On April 18, Edgar Wright turns 46. Born in 1972, Wright grew up in the villages Poole, Dorset and Wells in Somerset, where he fell in love with movies. “My formative experience of cinema all took place in Dorset,” recalls Wright. “The first film I saw was Star Wars at the age of three on Westover Road in 1978.” Studying Audio-Visual Design at the nearby Poole College of Art, Wright transformed his love for cinema into a passion for making movies. ‘When everybody was at the beach, I was living like Gollum in the edit suite, subsisting on vending machine coffee and Snickers bars,” Wright jokes.
For Wright, a love for watching and making movies has gone hand-in-hand, as he mines his encyclopedia cinematic knowledge to craft his genre-bending films. At the same time, each movie offers a glimpse into Wright's own life as well. While his next film, the psychological thriller Last Night In Soho—with EMMA.’s Anya Taylor-Joy, Thomasin McKenzie, and Matt Smith—is set during London’ swinging sixties, a good decade before Wright was born, the subject matter is still personal. For Wright, central London—and the movies that have been set there—“have been such a big part of my life, living and working in Soho and Fitzrovia and literally pounding the pavement late at night walking home, starting to think about what these walls had seen.”
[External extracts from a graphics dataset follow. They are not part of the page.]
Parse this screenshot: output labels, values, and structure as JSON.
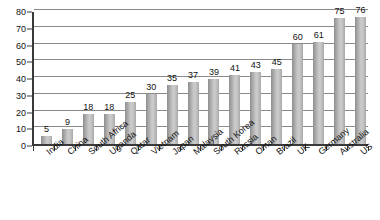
{
  "chart_data": {
    "type": "bar",
    "title": "",
    "subtitle": "",
    "xlabel": "",
    "ylabel": "",
    "ylim": [
      0,
      80
    ],
    "y_ticks": [
      0,
      10,
      20,
      30,
      40,
      50,
      60,
      70,
      80
    ],
    "grid": "horizontal",
    "legend": "none",
    "bar_color": "#c0c0c0",
    "bar_edge_color": "#8e8e8e",
    "axis_color": "#3a3a3a",
    "gridline_color": "#8a8a8a",
    "label_color": "#111111",
    "data_labels_shown": true,
    "x_tick_label_rotation": -40,
    "categories": [
      "India",
      "China",
      "South Africa",
      "Uganda",
      "Qatar",
      "Vietnam",
      "Japan",
      "Malaysia",
      "South Korea",
      "Russia",
      "Oman",
      "Brazil",
      "UK",
      "Germany",
      "Australia",
      "US"
    ],
    "values": [
      5,
      9,
      18,
      18,
      25,
      30,
      35,
      37,
      39,
      41,
      43,
      45,
      60,
      61,
      75,
      76
    ]
  }
}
To celebrate Wright’s birthday, we're having a party to rewatch his great Cornetto Trilogy—as if one really needed a reason to return to the hilarious, inspired work that Wright and his collaborators Simon Pegg and Nick Frost created with Shaun of the Dead, Hot Fuzz, and The World’s End. To showcase the man in addition to the artist, we're highlighting how Wright told us a little more about himself with each new film.
Shaun of the Dead | A labor of love
Shaun of the Dead originated as an idea from Wright and Simon Pegg’s TV show Spaced. Wright remembers “being in a cab with Simon on the way to the [TV show’s] wrap party and saying ‘Hey, we should do a whole zombie film!’” From script to production, the film was a labor of love. While Pegg and Wright's long-time obsession for George Romero’s zombie films inspired the story, it was the love of their fans and friends that made the film happen. Many of the actors Wright worked with on Spaced happily appeared in the film. When the budget got tight, a last-minute call out to fans provided the hordes of zombie extras needed to fill up the streets. For Wright, the film was also a family affair. Wright’s brother Oscar helped out with the storyboards and film titles. There is even a special nod to his mom. In the film, Shaun’s mother playfully calls him “Pickle,” the very term of endearment that Wright’s mother had for him.
Hot Fuzz | Small town boy does good
For Hot Fuzz, Wright tapped into his love of action films, especially “a particular strand of dumb, switch-your-brain-off, popcorn entertainment” of which he admits, “I am a big fan.” When top London cop Nick Angel (Pegg) is demoted to policing the sleepy village of Sandford, he uncovers, with the help of his new partner, PC Danny Butterman (Frost), a conspiracy of crime he could never have imagined. Wright may have never been a cop, but he certainly savored his share of shoot-em-up DVDs as a teen growing up in the small town of Wells. Wright even used Wells as the primary location and included autobiographical spots, like the Somerfield grocery where he worked as a kid, in the film. At a creative level, Wright’s small town experience—“I spent 15 years in Wells, but I was treated like an outsider”— partially inspired the film’s plot of a little village with very big secrets.
The World’s End | Going home again
In The World’s End, a group of adults—including Pegg and Frost—return to their hometown to finish a pub crawl they never got through as teens. Of course, in Wright’s imagination the boys-going-home genre magically morphs into an apocalyptic alien adventure. In many ways, The World’s End is Wright’s most autobiographical film. At 19, he attempted a pub crawl similar to that in the film. “I saw this as a noble, manly quest to drink a pint at every pub in my hometown of Wells,” Wright remembers. Even the pub’s name, The World’s End, came from an actual pub Wright and Pegg frequented. For Wright, the spirit of the film felt very personal, especially the experience of, as he explains, “Going back to my hometown and finding that nothing had changed, but everything was different."